Neopolitan tourism
Here are two delightful travellers’ souvenirs in the form of carte-de-visite photos—reminders of a visit to Naples. I’m guessing a tourist bought them after visiting the excavations at Pompeii in the 1860s.
The carte-de-visite was the first broadly-affordable kind of photograph. Most cartes were posed studio portraits, but there was also a market for views of scenes and places, as we see here.
The photographic materials used—the wet-plate collodion negative and the albumen print—could only record static subjects, and only in monochrome. But these two pictures have captured the colour and movement of the scene because they are reproductions of an artist’s drawings, with colour added by hand to each print. The artist was Consalvo Carelli, an Italian landscape painter who is also remembered for the illustrations he made for a travel journal of Alexandre Dumas.
For me these souvenirs evoke the time when mass tourism was just starting—made possible, for a growing middle class of Europeans, by the steam ship and the railway. Those tourists turned to a newly popular literary genre—the travel guide. Here are some tips on getting around in Naples from Karl Baedeker:
Carriages. The distances in Naples are so great, the charges are so moderate, and walking in the hot season is so fatiguing, that there is little inducement for pedestrianism. A private two-horse carrozzella for excursions costs 15-25 fr. per diem; in the town 15 fr. and gratuity. They are to be hired at the hotels, at S. Lucia etc. The fares of the public vehicles are considerably lower: two-horse carrozzella per drive during the day 1 fr., from sunset to midnight 1 fr. 50 c.; by time: 2 fr. for the first hour. 1 fr. 50 c. for each successive hour; at night 2 fr. 25 c. for the first, 2 fr. 65 c . for each successive hr. —One horse carrozzella per drive 50 c., at night 65 c.; by time (generally disadvantageous): 1 f:ยท. 25 c. for the first, 1 fr. for each successive hr.; at night 1 fr. 65 c. and 1 fr . 25 c. respectively. From midnight to sunrise double fares. In hiring by time any fraction above an hour is charged as 1/2 hr. In order to avoid imposition the best rule to observe is to pay the strict fare and not a single soldo in addition. Those who are disposed to pay liberally are sure to be victimized. In case of disputes, application should be made to the nearest policeman. [Karl Baedeker, Italy: handbook for travellers (Coblenz, 1867).].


All lines in the data that hold the word "ffffff" need copying.
Top of THE RECORDS
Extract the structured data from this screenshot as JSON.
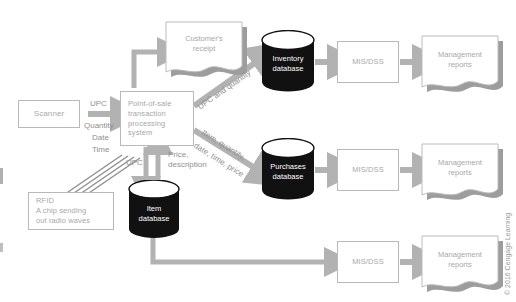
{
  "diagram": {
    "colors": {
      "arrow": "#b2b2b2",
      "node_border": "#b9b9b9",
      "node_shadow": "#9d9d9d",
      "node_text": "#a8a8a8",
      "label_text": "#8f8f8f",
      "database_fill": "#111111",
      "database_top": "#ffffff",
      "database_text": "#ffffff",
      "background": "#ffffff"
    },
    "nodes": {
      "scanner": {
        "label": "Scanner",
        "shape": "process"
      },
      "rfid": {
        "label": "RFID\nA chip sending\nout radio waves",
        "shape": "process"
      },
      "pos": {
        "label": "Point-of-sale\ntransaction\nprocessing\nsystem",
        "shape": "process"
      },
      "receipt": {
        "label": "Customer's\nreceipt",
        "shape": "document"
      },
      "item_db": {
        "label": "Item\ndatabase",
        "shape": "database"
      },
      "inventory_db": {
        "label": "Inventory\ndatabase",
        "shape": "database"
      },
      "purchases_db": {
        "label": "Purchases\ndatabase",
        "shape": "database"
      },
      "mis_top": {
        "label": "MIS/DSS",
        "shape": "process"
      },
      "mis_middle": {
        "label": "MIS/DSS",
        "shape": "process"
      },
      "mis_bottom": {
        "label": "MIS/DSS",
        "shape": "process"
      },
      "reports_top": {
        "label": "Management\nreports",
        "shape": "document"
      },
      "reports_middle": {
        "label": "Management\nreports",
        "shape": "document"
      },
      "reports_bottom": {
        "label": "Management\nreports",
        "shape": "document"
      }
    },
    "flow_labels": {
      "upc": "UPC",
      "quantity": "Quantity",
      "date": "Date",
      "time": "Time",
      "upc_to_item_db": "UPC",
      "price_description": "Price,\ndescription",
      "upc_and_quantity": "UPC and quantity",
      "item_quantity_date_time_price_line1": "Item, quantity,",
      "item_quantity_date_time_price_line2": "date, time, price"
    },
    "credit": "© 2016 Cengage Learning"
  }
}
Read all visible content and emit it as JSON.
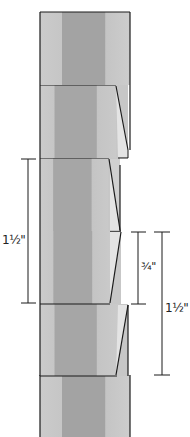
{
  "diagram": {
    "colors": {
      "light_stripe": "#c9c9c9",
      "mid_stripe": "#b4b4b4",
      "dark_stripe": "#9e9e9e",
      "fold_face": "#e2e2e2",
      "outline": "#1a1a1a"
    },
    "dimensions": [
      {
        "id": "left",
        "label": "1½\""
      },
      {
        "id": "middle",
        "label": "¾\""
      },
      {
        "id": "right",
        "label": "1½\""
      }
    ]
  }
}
Bottom of THE RECORDS
Top of THE RECORDS
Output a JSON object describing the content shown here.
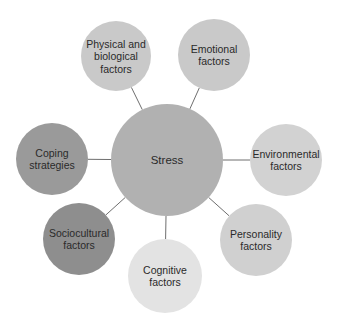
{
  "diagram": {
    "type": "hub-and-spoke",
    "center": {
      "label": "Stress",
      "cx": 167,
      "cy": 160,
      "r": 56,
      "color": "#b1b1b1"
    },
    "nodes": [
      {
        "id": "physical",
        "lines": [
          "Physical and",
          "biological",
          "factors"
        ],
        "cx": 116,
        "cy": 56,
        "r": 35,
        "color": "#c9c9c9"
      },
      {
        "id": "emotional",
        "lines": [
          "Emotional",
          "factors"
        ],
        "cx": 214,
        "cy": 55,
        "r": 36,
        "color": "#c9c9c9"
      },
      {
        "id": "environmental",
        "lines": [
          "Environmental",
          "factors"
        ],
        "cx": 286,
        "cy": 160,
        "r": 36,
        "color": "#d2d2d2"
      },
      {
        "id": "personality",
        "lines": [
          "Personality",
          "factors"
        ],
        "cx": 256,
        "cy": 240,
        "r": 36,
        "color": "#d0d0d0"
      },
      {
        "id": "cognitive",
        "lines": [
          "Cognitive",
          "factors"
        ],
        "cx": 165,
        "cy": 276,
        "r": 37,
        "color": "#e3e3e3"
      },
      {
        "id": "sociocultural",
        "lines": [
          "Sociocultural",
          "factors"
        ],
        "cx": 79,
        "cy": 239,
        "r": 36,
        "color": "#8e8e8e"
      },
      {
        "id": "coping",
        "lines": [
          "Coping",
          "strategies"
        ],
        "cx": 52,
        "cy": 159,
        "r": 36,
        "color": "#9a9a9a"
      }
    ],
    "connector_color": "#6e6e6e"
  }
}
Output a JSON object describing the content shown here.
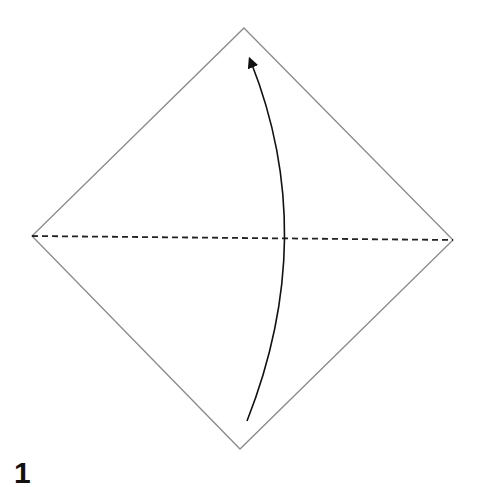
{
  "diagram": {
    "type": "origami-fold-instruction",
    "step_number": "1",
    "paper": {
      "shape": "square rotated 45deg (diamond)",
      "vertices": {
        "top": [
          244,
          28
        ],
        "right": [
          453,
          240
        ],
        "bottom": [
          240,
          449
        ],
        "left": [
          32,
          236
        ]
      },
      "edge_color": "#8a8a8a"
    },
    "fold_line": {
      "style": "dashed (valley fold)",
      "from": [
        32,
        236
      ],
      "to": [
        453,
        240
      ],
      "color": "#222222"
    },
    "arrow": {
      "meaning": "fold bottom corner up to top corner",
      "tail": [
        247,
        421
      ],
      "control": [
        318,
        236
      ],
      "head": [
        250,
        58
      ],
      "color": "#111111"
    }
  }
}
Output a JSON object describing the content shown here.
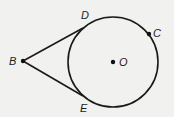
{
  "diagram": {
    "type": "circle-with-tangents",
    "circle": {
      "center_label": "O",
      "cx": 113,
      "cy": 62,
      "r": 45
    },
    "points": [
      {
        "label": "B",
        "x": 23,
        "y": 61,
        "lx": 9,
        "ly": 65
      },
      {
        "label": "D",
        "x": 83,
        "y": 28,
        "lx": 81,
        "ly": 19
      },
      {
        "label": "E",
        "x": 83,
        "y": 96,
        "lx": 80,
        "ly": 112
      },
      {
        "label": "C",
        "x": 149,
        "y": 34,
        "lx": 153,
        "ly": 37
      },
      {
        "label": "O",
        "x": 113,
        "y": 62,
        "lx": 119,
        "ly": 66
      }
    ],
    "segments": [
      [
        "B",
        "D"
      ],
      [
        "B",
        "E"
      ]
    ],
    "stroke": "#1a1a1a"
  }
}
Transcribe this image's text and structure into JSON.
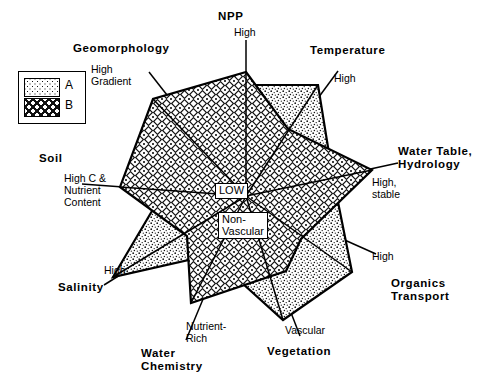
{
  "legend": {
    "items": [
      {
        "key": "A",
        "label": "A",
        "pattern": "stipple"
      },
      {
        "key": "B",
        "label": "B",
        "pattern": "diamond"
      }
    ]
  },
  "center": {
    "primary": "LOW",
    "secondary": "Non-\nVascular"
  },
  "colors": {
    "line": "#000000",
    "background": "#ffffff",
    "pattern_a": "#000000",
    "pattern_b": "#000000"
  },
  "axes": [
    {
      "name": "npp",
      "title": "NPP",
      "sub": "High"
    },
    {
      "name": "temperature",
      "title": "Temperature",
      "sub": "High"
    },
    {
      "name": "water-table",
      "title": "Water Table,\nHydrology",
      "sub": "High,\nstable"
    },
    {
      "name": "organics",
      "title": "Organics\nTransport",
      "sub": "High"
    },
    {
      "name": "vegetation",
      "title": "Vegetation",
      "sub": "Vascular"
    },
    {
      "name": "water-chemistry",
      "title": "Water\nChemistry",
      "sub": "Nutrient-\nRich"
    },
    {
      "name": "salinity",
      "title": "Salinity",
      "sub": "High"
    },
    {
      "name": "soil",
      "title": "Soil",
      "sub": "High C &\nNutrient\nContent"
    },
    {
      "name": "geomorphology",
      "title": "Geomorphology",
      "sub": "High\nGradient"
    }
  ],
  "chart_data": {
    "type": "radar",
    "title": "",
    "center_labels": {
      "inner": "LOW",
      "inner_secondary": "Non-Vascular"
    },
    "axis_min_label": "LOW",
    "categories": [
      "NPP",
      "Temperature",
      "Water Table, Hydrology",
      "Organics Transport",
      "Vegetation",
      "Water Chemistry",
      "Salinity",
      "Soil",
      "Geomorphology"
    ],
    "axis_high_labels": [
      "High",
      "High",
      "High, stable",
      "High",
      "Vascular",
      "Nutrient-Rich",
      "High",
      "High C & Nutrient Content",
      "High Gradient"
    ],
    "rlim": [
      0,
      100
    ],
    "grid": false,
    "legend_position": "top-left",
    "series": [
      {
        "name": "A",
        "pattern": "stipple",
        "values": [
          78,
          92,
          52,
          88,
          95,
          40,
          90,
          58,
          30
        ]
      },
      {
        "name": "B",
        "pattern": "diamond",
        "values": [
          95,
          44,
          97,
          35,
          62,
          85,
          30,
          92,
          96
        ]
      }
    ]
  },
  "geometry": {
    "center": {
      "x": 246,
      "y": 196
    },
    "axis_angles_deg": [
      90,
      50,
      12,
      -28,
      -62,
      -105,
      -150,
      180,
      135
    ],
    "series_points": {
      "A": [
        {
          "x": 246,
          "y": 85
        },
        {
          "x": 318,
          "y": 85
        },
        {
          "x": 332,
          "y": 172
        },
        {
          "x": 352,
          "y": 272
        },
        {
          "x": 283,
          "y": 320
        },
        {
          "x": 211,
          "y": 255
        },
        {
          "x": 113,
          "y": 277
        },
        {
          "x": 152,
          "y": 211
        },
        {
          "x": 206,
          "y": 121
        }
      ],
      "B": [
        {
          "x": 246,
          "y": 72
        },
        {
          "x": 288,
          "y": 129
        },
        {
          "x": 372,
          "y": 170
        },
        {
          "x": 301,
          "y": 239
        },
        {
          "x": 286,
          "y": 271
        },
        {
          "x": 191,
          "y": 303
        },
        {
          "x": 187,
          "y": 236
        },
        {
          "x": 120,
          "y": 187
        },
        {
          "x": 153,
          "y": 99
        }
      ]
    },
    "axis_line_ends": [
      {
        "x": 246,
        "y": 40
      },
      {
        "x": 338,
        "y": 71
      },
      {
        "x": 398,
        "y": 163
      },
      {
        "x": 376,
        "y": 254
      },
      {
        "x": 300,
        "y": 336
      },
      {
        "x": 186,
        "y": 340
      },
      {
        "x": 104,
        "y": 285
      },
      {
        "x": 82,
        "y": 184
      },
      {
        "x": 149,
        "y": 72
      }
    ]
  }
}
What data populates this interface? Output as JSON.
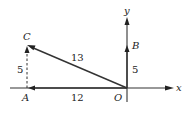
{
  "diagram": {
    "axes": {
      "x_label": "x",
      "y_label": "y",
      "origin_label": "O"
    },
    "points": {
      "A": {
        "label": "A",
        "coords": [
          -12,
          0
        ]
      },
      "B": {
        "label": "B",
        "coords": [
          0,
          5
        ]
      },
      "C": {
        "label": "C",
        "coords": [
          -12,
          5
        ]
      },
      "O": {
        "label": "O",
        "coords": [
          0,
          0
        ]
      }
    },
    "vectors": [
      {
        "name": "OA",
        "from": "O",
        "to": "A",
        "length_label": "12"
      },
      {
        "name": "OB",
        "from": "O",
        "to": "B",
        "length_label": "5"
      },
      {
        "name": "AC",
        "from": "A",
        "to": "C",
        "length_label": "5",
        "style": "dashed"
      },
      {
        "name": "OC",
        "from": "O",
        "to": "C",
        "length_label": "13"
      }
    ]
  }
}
Bottom of THE RECORDS
RESPONSE.
      "database_top": "#ffffff",
      "database_text": "#ffffff",
      "background": "#ffffff"
    "background": "#ffffff",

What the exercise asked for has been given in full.